Paul Harris heard the question asked, and lowered his voice, so that it was barely above a whisper.

The topic: Shooting guard Eric Devendorf was handed a semester-long and season-ending suspension by the SU judicial board on Wednesday, following allegations that he struck a female student back on Nov. 1. He remains eligible to play while his appeal is pending.

Was that a distraction to the team in Devendorf’s first game following the ruling?

‘We won by like 25 points,’ said Harris, the Syracuse forward. ‘I wouldn’t say it distracted us at all,’

True, Syracuse had just won by 24 points over Long Beach State, 79-55. Devendorf had an average performance: 13 points on 5-of-13 shooting and five assists.



Yet the allegations hung over the locker room after the game. Devendorf was not available for postgame interviews. So Harris provided a look into what his teammate is going through.

‘I would expect him to have a better game than that,’ Harris said. ‘Because people don’t realize, when you go through things, this is the only place where you can just let everything out, in basketball. This is what you love to do. It’s a game, you want to have fun.
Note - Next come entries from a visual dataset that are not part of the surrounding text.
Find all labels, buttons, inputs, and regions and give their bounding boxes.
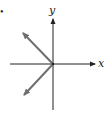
upper-left-vector: [23, 33, 53, 64]
x-axis-label: x: [98, 57, 105, 70]
origin-point: [52, 63, 54, 65]
lower-left-vector: [24, 64, 53, 95]
item-bullet: •: [0, 6, 4, 17]
vector-diagram: • y x: [0, 0, 110, 115]
y-axis-label: y: [48, 4, 56, 17]
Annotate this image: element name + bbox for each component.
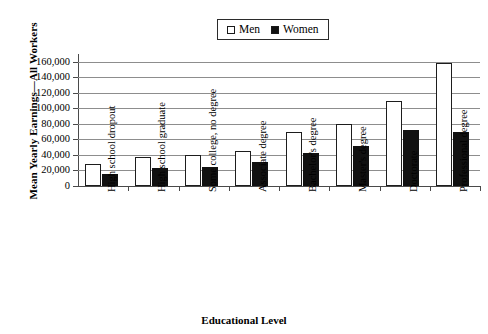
y-tick-mark — [73, 77, 78, 78]
gridline — [78, 108, 480, 109]
y-tick-label: 140,000 — [9, 72, 70, 83]
y-tick-label: 120,000 — [9, 88, 70, 99]
y-tick-label: 100,000 — [9, 103, 70, 114]
y-tick-mark — [73, 62, 78, 63]
chart-legend: Men Women — [217, 19, 329, 40]
bar-men — [336, 124, 352, 186]
x-tick-mark — [329, 186, 330, 191]
hollow-square-icon — [227, 26, 235, 34]
y-tick-mark — [73, 155, 78, 156]
y-tick-mark — [73, 186, 78, 187]
x-tick-mark — [229, 186, 230, 191]
y-tick-label: 160,000 — [9, 57, 70, 68]
bar-men — [436, 63, 452, 186]
y-tick-label: 60,000 — [9, 134, 70, 145]
gridline — [78, 124, 480, 125]
y-tick-mark — [73, 139, 78, 140]
y-tick-mark — [73, 93, 78, 94]
y-tick-label: 40,000 — [9, 150, 70, 161]
bar-men — [135, 157, 151, 187]
bar-men — [185, 155, 201, 186]
x-tick-label: High school graduate — [157, 102, 168, 192]
legend-label-women: Women — [283, 24, 318, 36]
gridline — [78, 62, 480, 63]
x-tick-mark — [380, 186, 381, 191]
bar-men — [286, 132, 302, 186]
legend-label-men: Men — [239, 24, 260, 36]
x-tick-mark — [430, 186, 431, 191]
x-tick-mark — [179, 186, 180, 191]
x-tick-label: Professional degree — [459, 109, 470, 192]
filled-square-icon — [271, 26, 279, 34]
bar-men — [386, 101, 402, 186]
x-tick-label: Bachelor's degree — [308, 118, 319, 192]
y-tick-label: 80,000 — [9, 119, 70, 130]
y-axis-line — [78, 54, 79, 187]
gridline — [78, 77, 480, 78]
bar-chart: Men Women Mean Yearly Earnings—All Worke… — [0, 0, 488, 334]
gridline — [78, 139, 480, 140]
x-tick-label: Some college, no degree — [208, 89, 219, 192]
x-tick-label: Master's degree — [358, 126, 369, 192]
x-tick-label: Associate degree — [258, 121, 269, 192]
bar-men — [235, 151, 251, 186]
bar-men — [85, 164, 101, 186]
y-tick-label: 20,000 — [9, 165, 70, 176]
y-tick-mark — [73, 108, 78, 109]
legend-entry-women: Women — [271, 24, 318, 36]
x-tick-mark — [128, 186, 129, 191]
x-tick-mark — [480, 186, 481, 191]
legend-entry-men: Men — [227, 24, 260, 36]
x-axis-title: Educational Level — [0, 314, 488, 326]
x-tick-label: Doctorate — [409, 151, 420, 192]
y-tick-mark — [73, 124, 78, 125]
plot-area — [78, 54, 480, 186]
x-tick-mark — [279, 186, 280, 191]
gridline — [78, 93, 480, 94]
y-tick-label: 0 — [9, 181, 70, 192]
y-tick-mark — [73, 170, 78, 171]
x-tick-label: High school dropout — [107, 106, 118, 192]
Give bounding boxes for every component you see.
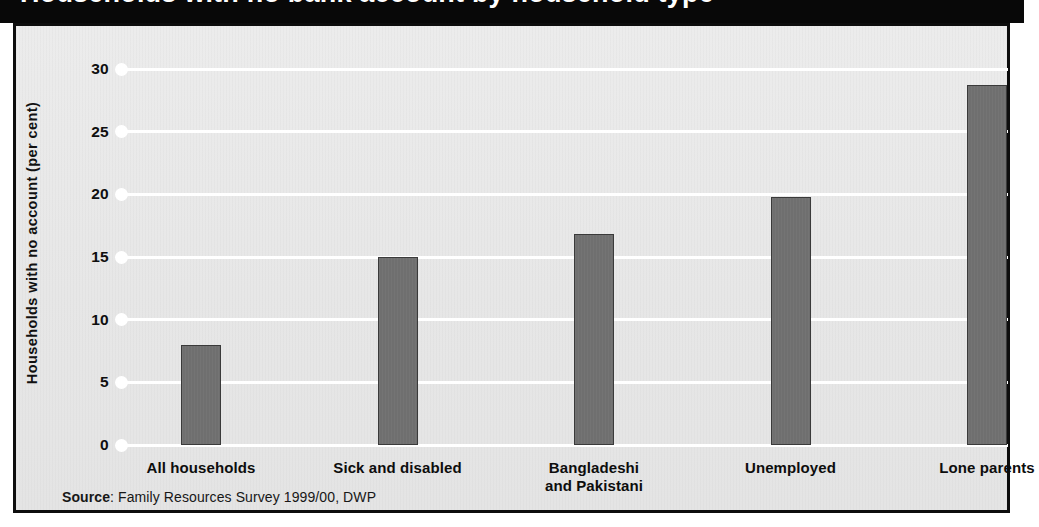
y-tick-label: 25	[63, 123, 109, 141]
gridline	[122, 444, 1008, 447]
y-tick-marker	[115, 376, 128, 389]
bar	[967, 85, 1007, 445]
source-separator: :	[110, 489, 118, 505]
x-tick-label: All households	[91, 459, 311, 477]
source-note: Source: Family Resources Survey 1999/00,…	[62, 489, 376, 505]
x-tick-label: Lone parents	[877, 459, 1039, 477]
x-tick-label-line: Bangladeshi	[484, 459, 704, 477]
gridline	[122, 381, 1008, 384]
y-tick-marker	[115, 251, 128, 264]
y-tick-label: 20	[63, 185, 109, 203]
y-tick-marker	[115, 439, 128, 452]
x-tick-label-line: Lone parents	[877, 459, 1039, 477]
gridline	[122, 318, 1008, 321]
y-tick-label: 30	[63, 60, 109, 78]
y-axis-title: Households with no account (per cent)	[22, 38, 42, 448]
plot-area: 051015202530All householdsSick and disab…	[109, 60, 1008, 445]
gridline	[122, 130, 1008, 133]
y-tick-label: 15	[63, 248, 109, 266]
x-tick-label-line: All households	[91, 459, 311, 477]
x-tick-label-line: and Pakistani	[484, 477, 704, 495]
y-tick-marker	[115, 313, 128, 326]
y-tick-marker	[115, 125, 128, 138]
chart-title: Households with no bank account by house…	[20, 0, 1010, 8]
chart-title-band: Households with no bank account by house…	[0, 0, 1024, 23]
gridline	[122, 256, 1008, 259]
y-tick-marker	[115, 188, 128, 201]
x-tick-label: Sick and disabled	[288, 459, 508, 477]
x-tick-label: Unemployed	[681, 459, 901, 477]
gridline	[122, 193, 1008, 196]
source-text: Family Resources Survey 1999/00, DWP	[118, 489, 376, 505]
bar	[378, 257, 418, 445]
gridline	[122, 68, 1008, 71]
y-tick-label: 0	[63, 436, 109, 454]
x-tick-label: Bangladeshiand Pakistani	[484, 459, 704, 495]
y-tick-label: 10	[63, 311, 109, 329]
y-tick-label: 5	[63, 373, 109, 391]
bar	[574, 234, 614, 445]
source-label: Source	[62, 489, 110, 505]
bar	[771, 197, 811, 445]
x-tick-label-line: Unemployed	[681, 459, 901, 477]
bar	[181, 345, 221, 445]
y-tick-marker	[115, 63, 128, 76]
x-tick-label-line: Sick and disabled	[288, 459, 508, 477]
Everything that happened off the court can be off the court.’

Harris has been through his share of off-the-court troubles, including an arrest and jail stint during high school that nearly kept him from even going to college. So when asked to comment on Devendorf’s situation, he seemed to draw from his own experiences

When Boeheim was asked to evaluate Devendorf’s play in light of his situation, he commented only on his shooting.

Boeheim has already made his piece about the Devendorf case, though. On Thursday, the day after the news of the suspension broke, Boeheim spoke to reporters at practice in the morning. He said that there were ‘mitigating circumstances in the case,’ and called into question the accusation that Devendorf had struck the girl.

‘If he had punched this girl, he should be thrown out of school,’ Boeheim said Thursday. ‘He did not, according to all the people that were there. That’s the bottom line. So to me, it’s an unreasonable punishment.’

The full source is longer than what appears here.